Last Wednesday, I was invited to be on a panel at the 92nd Winter Meeting of the United States Conference of Mayors. The theme was “Empowering Cities: Strategies for Alleviating Poverty,” and the title of my talk was “Using Data to Change the Narrative on Poverty.”
I was glad to have the chance to present to this group of leaders. It was my opportunity to talk about three false narratives about single, low-income mothers that I want policymakers to stop perpetuating.
- Single mothers have “lots” of children.
False. 75% of single mothers have 1 or 2 children, which is not “lots.” (42% of single mothers have one child; 33% have two children. See Table 1).
Table 1. Single Mothers’ Family Size
- If single, low-income mothers worked more, they would have more money to care for their children.
False. Single, low-income mothers work 40 hours a week, but they have low-wage jobs. The problem is not that they aren’t hard-working. These mothers need jobs that pay a livable wage (see Table 2).
Table 2. Top Occupations for Single, Low-Income Mothers

- Most single, low-income mothers are Black and Hispanic.
False. The majority of single, low-income mothers are white. It is misleading to combine Black and Hispanic women for this group. This is another example of what happens when we fail to disaggregate data and lump groups together in a way that supports a common (false) narrative. And that’s what it is: a narrative. When I share the data for single, low-income mothers, some are shocked that I included data for white, single, low-income mothers. I wonder why? What would make people think that only black and Hispanic women are single, low-income mothers? Perhaps because that’s the story that we often hear—a story grounded in racial bias, not actual data.
Table 3. Single, Low-Income Mothers by Race/Ethnicity

CITY POOR; COUNTRY POOR
I asked the group to consider the difference between urban and rural poverty. Poverty isn’t a homogeneous experience; location matters. For example, the image of rural poverty is Appalachia. The image of urban poverty is blighted neighborhoods. Both are misleading. White women were the only group with similar percentages of single, low-income mothers in urban and rural poverty. Table 4 provides the demographics for urban and rural poverty.
Table 4. Single, Low-Income Mothers by Rural Status

NAVIGATING THE POVERTY LINE
Since the mayors were there to discuss “strategies for alleviating poverty,” I pressed them to define what “alleviating poverty” means.
It cannot mean moving people above the poverty line because one penny can move a mother above the poverty line but not allow her to move her family out of poverty.
Does it mean we want fewer people living in under-resourced communities? What would it take to provide the resources—housing, education, childcare, transportation—that could help move the needle for single, low-income moms?
Does it mean we set a benchmark for the number of people we are “okay” with being in poverty? Right now, that number hovers around 11.5 percent. My colleague, Gary Hoover, recently posted on social media,
“We wouldn’t allow 15% failure (poverty) with any other system EXCEPT our economic system to persist. …Time for a recall, or at a minimum, a redesign of the system.”
To redesign any system, you must work with factual information and accurate data. Otherwise, you risk perpetuating false narratives and creating solutions based on incomplete, faulty data.
I encourage policymakers—and all of us—to stop believing and perpetuating false narratives about single, low-income mothers. These women have enough to deal with already.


* Activity *
Nothing but the lines from the one with "Image is 840x641 pixels." through the last line of the entries below should appear in the copy, please, and no pictures.

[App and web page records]
Start of Block

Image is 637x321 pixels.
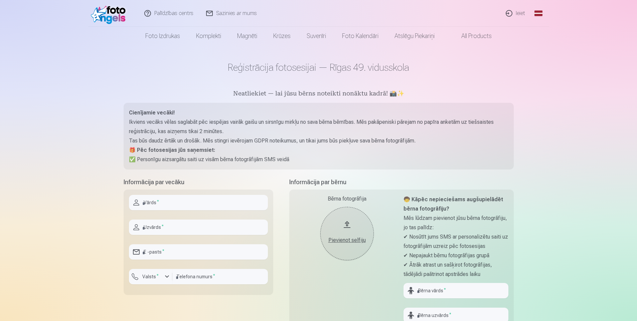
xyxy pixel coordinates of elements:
[124,61,513,73] h1: Reģistrācija fotosesijai — Rīgas 49. vidusskola
[129,147,215,153] strong: 🎁 Pēc fotosesijas jūs saņemsiet:
[129,109,175,116] strong: Cienījamie vecāki!
[140,273,161,280] label: Valsts
[129,269,172,284] button: Valsts*
[403,251,508,260] p: ✔ Nepajaukt bērnu fotogrāfijas grupā
[137,27,188,45] a: Foto izdrukas
[320,207,374,260] button: Pievienot selfiju
[403,232,508,251] p: ✔ Nosūtīt jums SMS ar personalizētu saiti uz fotogrāfijām uzreiz pēc fotosesijas
[91,3,129,24] img: /fa1
[265,27,298,45] a: Krūzes
[124,178,273,187] h5: Informācija par vecāku
[386,27,442,45] a: Atslēgu piekariņi
[327,236,367,244] div: Pievienot selfiju
[188,27,229,45] a: Komplekti
[229,27,265,45] a: Magnēti
[129,117,508,136] p: Ikviens vecāks vēlas saglabāt pēc iespējas vairāk gaišu un sirsnīgu mirkļu no sava bērna bērnības...
[403,260,508,279] p: ✔ Ātrāk atrast un sašķirot fotogrāfijas, tādējādi paātrinot apstrādes laiku
[294,195,399,203] div: Bērna fotogrāfija
[129,136,508,146] p: Tas būs daudz ērtāk un drošāk. Mēs stingri ievērojam GDPR noteikumus, un tikai jums būs piekļuve ...
[289,178,513,187] h5: Informācija par bērnu
[334,27,386,45] a: Foto kalendāri
[298,27,334,45] a: Suvenīri
[124,89,513,99] h5: Neatliekiet — lai jūsu bērns noteikti nonāktu kadrā! 📸✨
[442,27,499,45] a: All products
[403,196,503,212] strong: 🧒 Kāpēc nepieciešams augšupielādēt bērna fotogrāfiju?
[403,214,508,232] p: Mēs lūdzam pievienot jūsu bērna fotogrāfiju, jo tas palīdz:
[129,155,508,164] p: ✅ Personīgu aizsargātu saiti uz visām bērna fotogrāfijām SMS veidā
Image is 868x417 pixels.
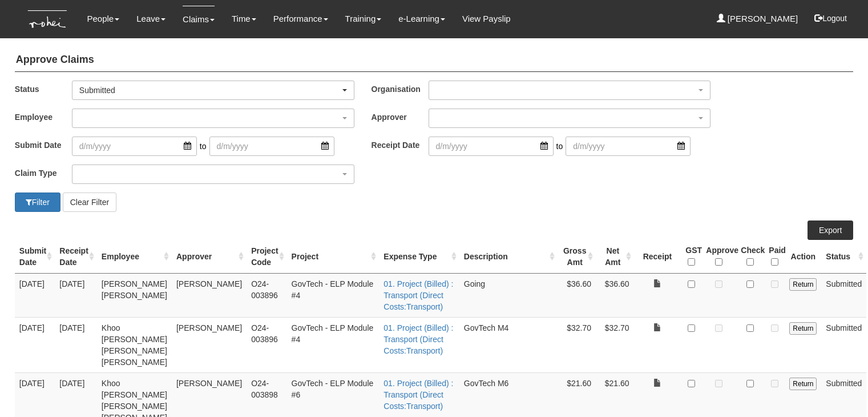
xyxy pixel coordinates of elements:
[681,240,702,274] th: GST
[55,317,97,373] td: [DATE]
[55,273,97,317] td: [DATE]
[15,192,61,212] button: Filter
[384,379,453,411] a: 01. Project (Billed) : Transport (Direct Costs:Transport)
[172,240,247,274] th: Approver : activate to sort column ascending
[15,164,72,181] label: Claim Type
[97,240,172,274] th: Employee : activate to sort column ascending
[287,317,380,373] td: GovTech - ELP Module #4
[372,81,429,97] label: Organisation
[790,377,817,390] input: Return
[384,323,453,356] a: 01. Project (Billed) : Transport (Direct Costs:Transport)
[55,240,97,274] th: Receipt Date : activate to sort column ascending
[172,273,247,317] td: [PERSON_NAME]
[429,136,554,156] input: d/m/yyyy
[566,136,691,156] input: d/m/yyyy
[15,48,854,72] h4: Approve Claims
[596,317,634,373] td: $32.70
[460,317,558,373] td: GovTech M4
[785,240,822,274] th: Action
[372,136,429,153] label: Receipt Date
[398,5,445,32] a: e-Learning
[247,240,286,274] th: Project Code : activate to sort column ascending
[97,273,172,317] td: [PERSON_NAME] [PERSON_NAME]
[822,317,867,373] td: Submitted
[63,192,117,212] button: Clear Filter
[15,240,55,274] th: Submit Date : activate to sort column ascending
[247,273,286,317] td: O24-003896
[558,317,596,373] td: $32.70
[183,5,215,33] a: Claims
[287,240,380,274] th: Project : activate to sort column ascending
[460,240,558,274] th: Description : activate to sort column ascending
[79,85,340,96] div: Submitted
[372,109,429,125] label: Approver
[197,136,209,156] span: to
[596,273,634,317] td: $36.60
[808,220,854,240] a: Export
[15,317,55,373] td: [DATE]
[15,136,72,153] label: Submit Date
[87,5,120,32] a: People
[460,273,558,317] td: Going
[807,5,855,32] button: Logout
[97,317,172,373] td: Khoo [PERSON_NAME] [PERSON_NAME] [PERSON_NAME]
[790,322,817,335] input: Return
[822,273,867,317] td: Submitted
[172,317,247,373] td: [PERSON_NAME]
[702,240,736,274] th: Approve
[247,317,286,373] td: O24-003896
[136,5,166,32] a: Leave
[736,240,764,274] th: Check
[462,5,511,32] a: View Payslip
[596,240,634,274] th: Net Amt : activate to sort column ascending
[346,5,382,32] a: Training
[790,278,817,291] input: Return
[384,279,453,311] a: 01. Project (Billed) : Transport (Direct Costs:Transport)
[822,240,867,274] th: Status : activate to sort column ascending
[558,240,596,274] th: Gross Amt : activate to sort column ascending
[634,240,682,274] th: Receipt
[558,273,596,317] td: $36.60
[379,240,459,274] th: Expense Type : activate to sort column ascending
[72,136,197,156] input: d/m/yyyy
[273,5,328,32] a: Performance
[232,5,256,32] a: Time
[820,371,857,405] iframe: chat widget
[764,240,785,274] th: Paid
[209,136,335,156] input: d/m/yyyy
[15,109,72,125] label: Employee
[15,273,55,317] td: [DATE]
[287,273,380,317] td: GovTech - ELP Module #4
[554,136,566,156] span: to
[72,81,355,100] button: Submitted
[717,5,798,32] a: [PERSON_NAME]
[15,81,72,97] label: Status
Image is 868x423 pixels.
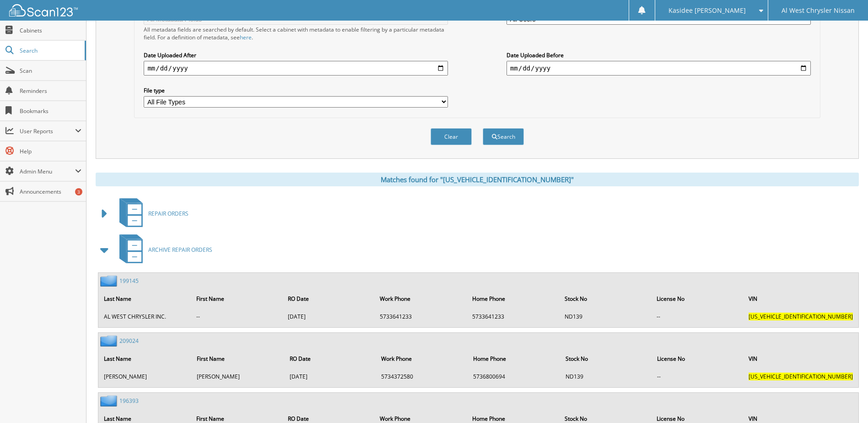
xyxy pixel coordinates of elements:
th: Home Phone [468,350,560,368]
span: ARCHIVE REPAIR ORDERS [148,246,212,254]
a: 199145 [119,277,138,285]
th: Home Phone [468,290,559,308]
th: Last Name [99,350,191,368]
label: Date Uploaded After [144,51,448,59]
td: [PERSON_NAME] [192,369,284,384]
a: 209024 [119,337,138,345]
th: License No [652,290,743,308]
td: ND139 [561,369,651,384]
input: end [506,61,811,76]
th: License No [653,350,743,368]
a: REPAIR ORDERS [114,196,189,232]
span: Al West Chrysler Nissan [781,8,855,13]
td: 5733641233 [375,309,467,324]
span: Admin Menu [20,167,75,176]
div: All metadata fields are searched by default. Select a cabinet with metadata to enable filtering b... [144,26,448,41]
a: 196393 [119,397,138,405]
th: Stock No [561,350,651,368]
td: 5736800694 [468,369,560,384]
td: -- [192,309,283,324]
th: VIN [744,350,858,368]
a: ARCHIVE REPAIR ORDERS [114,232,212,268]
th: RO Date [283,290,374,308]
th: First Name [192,350,284,368]
th: First Name [192,290,283,308]
span: Scan [20,67,81,75]
label: Date Uploaded Before [506,51,811,59]
span: Cabinets [20,27,81,34]
td: [DATE] [283,309,374,324]
div: 3 [75,188,82,196]
img: scan123-logo-white.svg [9,4,78,16]
th: RO Date [285,350,376,368]
span: Help [20,147,81,156]
span: User Reports [20,127,75,135]
th: Work Phone [375,290,467,308]
span: REPAIR ORDERS [148,210,189,218]
td: -- [652,309,743,324]
td: -- [653,369,743,384]
td: [DATE] [285,369,376,384]
th: Last Name [99,290,191,308]
span: Reminders [20,87,81,95]
span: [US_VEHICLE_IDENTIFICATION_NUMBER] [749,313,853,321]
label: File type [144,87,448,94]
td: AL WEST CHRYSLER INC. [99,309,191,324]
span: Announcements [20,188,81,196]
span: Bookmarks [20,107,81,115]
th: Work Phone [377,350,468,368]
a: here [240,33,252,41]
td: 5734372580 [377,369,468,384]
td: ND139 [560,309,651,324]
button: Clear [431,128,471,145]
span: [US_VEHICLE_IDENTIFICATION_NUMBER] [749,373,853,381]
button: Search [482,128,524,145]
span: Search [20,47,80,55]
input: start [144,61,448,76]
td: [PERSON_NAME] [99,369,191,384]
th: VIN [744,290,858,308]
span: Kasidee [PERSON_NAME] [668,8,746,13]
div: Matches found for "[US_VEHICLE_IDENTIFICATION_NUMBER]" [95,173,859,187]
img: folder2.png [100,396,119,407]
img: folder2.png [100,276,119,287]
th: Stock No [560,290,651,308]
td: 5733641233 [468,309,559,324]
img: folder2.png [100,336,119,347]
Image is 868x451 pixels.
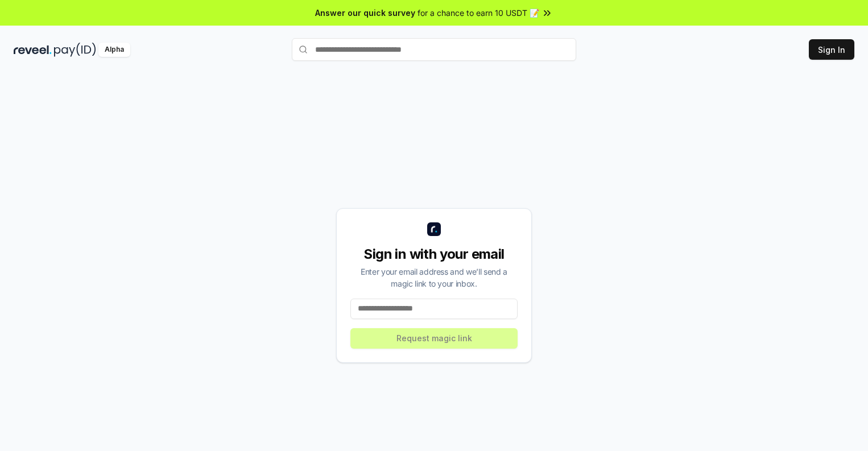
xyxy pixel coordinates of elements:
[350,245,518,263] div: Sign in with your email
[54,43,96,57] img: pay_id
[14,43,52,57] img: reveel_dark
[427,222,441,236] img: logo_small
[809,39,854,60] button: Sign In
[350,265,518,289] div: Enter your email address and we’ll send a magic link to your inbox.
[316,7,415,19] span: Answer our quick survey
[417,7,539,19] span: for a chance to earn 10 USDT 📝
[98,43,130,57] div: Alpha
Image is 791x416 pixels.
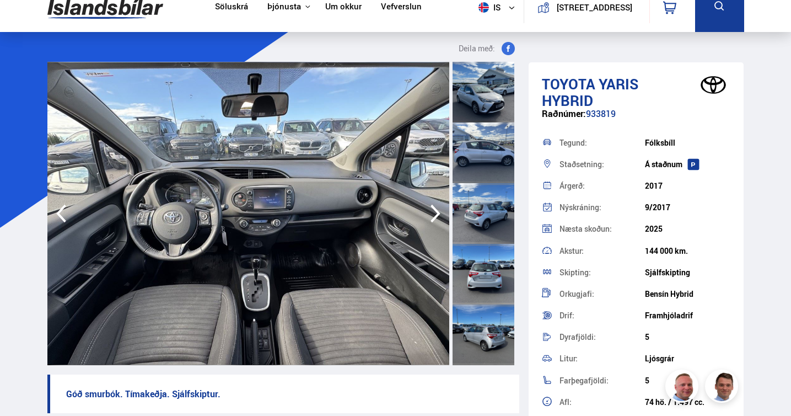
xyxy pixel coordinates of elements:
[645,160,731,169] div: Á staðnum
[9,4,42,37] button: Opna LiveChat spjallviðmót
[47,374,520,413] p: Góð smurbók. Tímakeðja. Sjálfskiptur.
[645,224,731,233] div: 2025
[542,108,586,120] span: Raðnúmer:
[554,3,635,12] button: [STREET_ADDRESS]
[474,2,502,13] span: is
[645,311,731,320] div: Framhjóladrif
[645,354,731,363] div: Ljósgrár
[645,203,731,212] div: 9/2017
[645,376,731,385] div: 5
[645,138,731,147] div: Fólksbíll
[560,225,645,233] div: Næsta skoðun:
[645,398,731,406] div: 74 hö. / 1.497 cc.
[645,333,731,341] div: 5
[560,398,645,406] div: Afl:
[560,247,645,255] div: Akstur:
[267,2,301,12] button: Þjónusta
[692,68,736,102] img: brand logo
[560,377,645,384] div: Farþegafjöldi:
[325,2,362,13] a: Um okkur
[215,2,248,13] a: Söluskrá
[381,2,422,13] a: Vefverslun
[454,42,519,55] button: Deila með:
[707,371,740,404] img: FbJEzSuNWCJXmdc-.webp
[560,203,645,211] div: Nýskráning:
[560,182,645,190] div: Árgerð:
[560,355,645,362] div: Litur:
[645,268,731,277] div: Sjálfskipting
[667,371,700,404] img: siFngHWaQ9KaOqBr.png
[459,42,495,55] span: Deila með:
[542,74,639,110] span: Yaris HYBRID
[645,247,731,255] div: 144 000 km.
[560,269,645,276] div: Skipting:
[645,290,731,298] div: Bensín Hybrid
[47,62,450,365] img: 3574589.jpeg
[645,181,731,190] div: 2017
[560,139,645,147] div: Tegund:
[560,290,645,298] div: Orkugjafi:
[560,160,645,168] div: Staðsetning:
[542,74,596,94] span: Toyota
[560,333,645,341] div: Dyrafjöldi:
[479,2,489,13] img: svg+xml;base64,PHN2ZyB4bWxucz0iaHR0cDovL3d3dy53My5vcmcvMjAwMC9zdmciIHdpZHRoPSI1MTIiIGhlaWdodD0iNT...
[560,312,645,319] div: Drif:
[542,109,731,130] div: 933819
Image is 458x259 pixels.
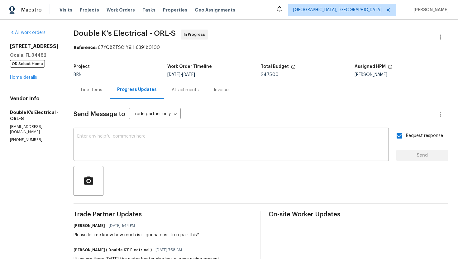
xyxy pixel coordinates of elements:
div: Line Items [81,87,102,93]
span: Request response [406,133,443,139]
div: Progress Updates [117,87,157,93]
h5: Ocala, FL 34482 [10,52,59,58]
span: The total cost of line items that have been proposed by Opendoor. This sum includes line items th... [291,65,296,73]
h5: Project [74,65,90,69]
span: - [167,73,195,77]
span: [PERSON_NAME] [411,7,449,13]
h6: [PERSON_NAME] [74,223,105,229]
span: Double K's Electrical - ORL-S [74,30,176,37]
span: Properties [163,7,187,13]
p: [PHONE_NUMBER] [10,137,59,143]
span: Work Orders [107,7,135,13]
div: Trade partner only [129,109,181,120]
span: Geo Assignments [195,7,235,13]
span: In Progress [184,31,208,38]
h2: [STREET_ADDRESS] [10,43,59,50]
span: [DATE] [167,73,181,77]
span: $475.00 [261,73,279,77]
span: OD Select Home [10,60,45,68]
span: [DATE] 1:44 PM [109,223,135,229]
span: Tasks [142,8,156,12]
span: [DATE] 7:58 AM [156,247,182,253]
h4: Vendor Info [10,96,59,102]
span: [DATE] [182,73,195,77]
a: All work orders [10,31,46,35]
span: [GEOGRAPHIC_DATA], [GEOGRAPHIC_DATA] [293,7,382,13]
div: Please let me know how much is it gonna cost to repair this? [74,232,199,238]
span: The hpm assigned to this work order. [388,65,393,73]
span: Trade Partner Updates [74,212,253,218]
h5: Work Order Timeline [167,65,212,69]
span: Visits [60,7,72,13]
span: Send Message to [74,111,125,118]
h5: Assigned HPM [355,65,386,69]
div: [PERSON_NAME] [355,73,449,77]
span: Maestro [21,7,42,13]
b: Reference: [74,46,97,50]
span: Projects [80,7,99,13]
span: BRN [74,73,82,77]
p: [EMAIL_ADDRESS][DOMAIN_NAME] [10,124,59,135]
h5: Total Budget [261,65,289,69]
span: On-site Worker Updates [269,212,448,218]
div: Attachments [172,87,199,93]
h6: [PERSON_NAME] ( Doulde K'F Electrical ) [74,247,152,253]
h5: Double K's Electrical - ORL-S [10,109,59,122]
div: 67YQ8ZTSC1Y9H-6391b0100 [74,45,448,51]
div: Invoices [214,87,231,93]
a: Home details [10,75,37,80]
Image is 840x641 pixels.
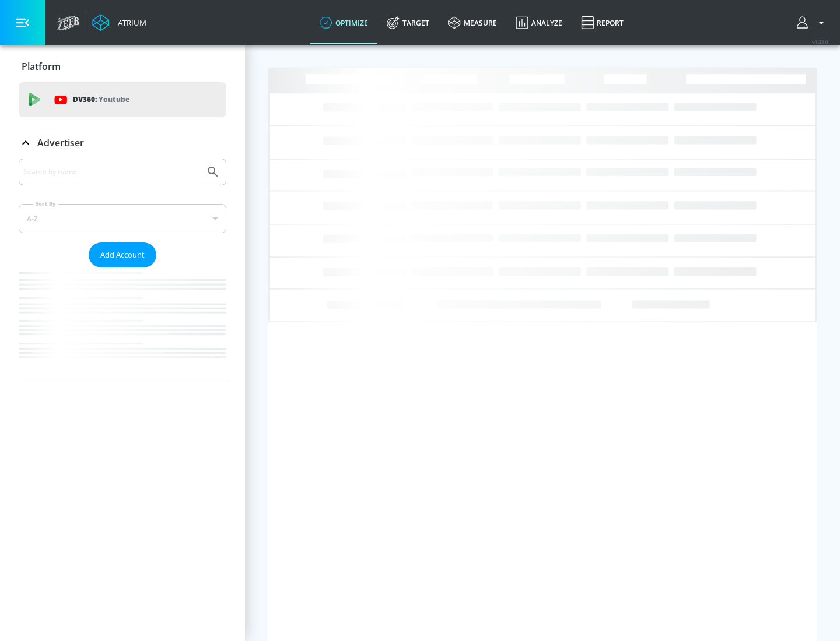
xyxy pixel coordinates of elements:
a: Report [571,2,633,44]
p: DV360: [73,93,129,106]
p: Youtube [98,93,129,106]
p: Advertiser [38,137,84,149]
div: DV360: Youtube [19,82,226,117]
a: Analyze [507,2,571,44]
a: measure [439,2,507,44]
span: v 4.32.0 [812,38,829,45]
a: Atrium [92,14,147,32]
span: Add Account [100,248,145,262]
button: Add Account [88,242,156,268]
div: Advertiser [19,159,226,381]
div: Platform [19,50,226,83]
div: Atrium [113,18,147,28]
label: Sort By [34,200,58,207]
p: Platform [22,60,61,73]
nav: list of Advertiser [19,268,226,381]
input: Search by name [24,165,200,179]
a: optimize [310,2,377,44]
div: Advertiser [19,127,226,160]
div: A-Z [19,204,226,233]
a: Target [377,2,439,44]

End of Block

* Task output *
Image is 840x641 pixels.
xyxy pixel coordinates of elements:
a: Report [571,2,633,44]
p: DV360: [73,93,129,106]
p: Youtube [98,93,129,106]
p: Advertiser [38,137,84,149]
div: DV360: Youtube [19,82,226,117]
a: Analyze [507,2,571,44]
a: measure [439,2,507,44]
span: v 4.32.0 [812,38,829,45]
a: Atrium [92,14,147,32]
span: Add Account [100,248,145,262]
button: Add Account [88,242,156,268]
div: Advertiser [19,159,226,381]
div: Platform [19,50,226,83]
div: Atrium [113,18,147,28]
label: Sort By [34,200,58,207]
p: Platform [22,60,61,73]
nav: list of Advertiser [19,268,226,381]
input: Search by name [24,165,200,179]
a: optimize [310,2,377,44]
div: Advertiser [19,127,226,160]
div: A-Z [19,204,226,233]
a: Target [377,2,439,44]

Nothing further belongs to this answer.